Usually I guess we think of “travel” as something people do.  But of course things travel, too, even more than people.

I am sitting here in my office and I’m just going to pick three things at random.  Let’s see--  I use my office for a lot of things—

OK.  My first object is a 5-pound weight that belongs to exercise stuff I use here in my office.   I see that it says “Made in China.”   It has several parts, each apparently made from a different substance, maybe metal, maybe even ceramic.  This odd object was handled by real people, there in China, real people with real lives, friends, a place to live, food preferences, and all the rest.   The materials from which it is made came originally from the earth in some way, and in some way that raw material was also processed by real people (who had wives and husbands and sweethearts!), to arrive at a factory in China, and from there, traveling over the water and the land, to a place of business, from which I ordered it (more travel), and now it lives with me, after all of its travels.

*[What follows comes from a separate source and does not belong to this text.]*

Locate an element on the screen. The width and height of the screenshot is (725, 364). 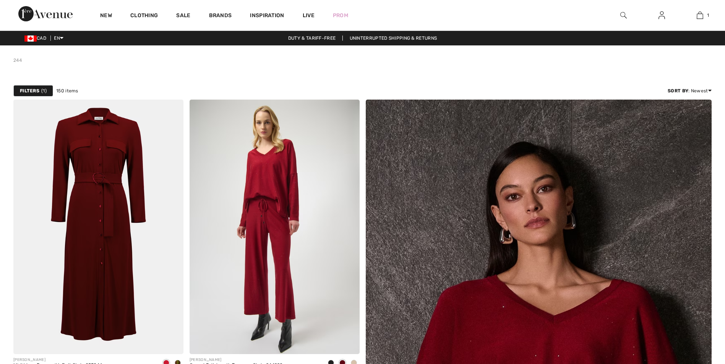
a: 1 is located at coordinates (700, 15).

Then there is a box with a set of printer inks.  The ink cartridges were made in Japan, and the box they came in was printed in the USA.   The box itself came from trees, if you go back to its beginning.  I wonder what kind of tree, and where the trees grew, and what animals made homes in them?  Then of course there are the inks and their different dyes, and the plastic of the cartridges in which they come, and the tape that covers up the opening to the ink, and all those little bits and pieces that you are certainly familiar with.  Where did they come from, and how did they get to Japan, and where exactly is the factory in which they are assembled?   The plastic stuff began many millions of years ago as living things.   There’s an image to conjure with!  Time travel!

Finally, here is a boxed set of all the organ works of Johann Sebastian Bach.   There are 17 CDs.   They were both made and printed in Germany, but the performances are copyrighted by a company in London.   There’s plastic again, and a box.  This precious object, its materials and its makers, has reached my little office through space, time, and imagination. 

Think of our unimaginably-distant and only vaguely human ancestors, and their clever inventions.   Slowly, slowly, those inventions crept across the world, traveling by land and water, at first carried in the hands and minds of those humans.  Now, in our time, our things travel so swiftly around this planet, stretching from person to person and place to place in a net of stupendous complexity.

So take a look around wherever you are reading this.  How many strands of the net do you hold?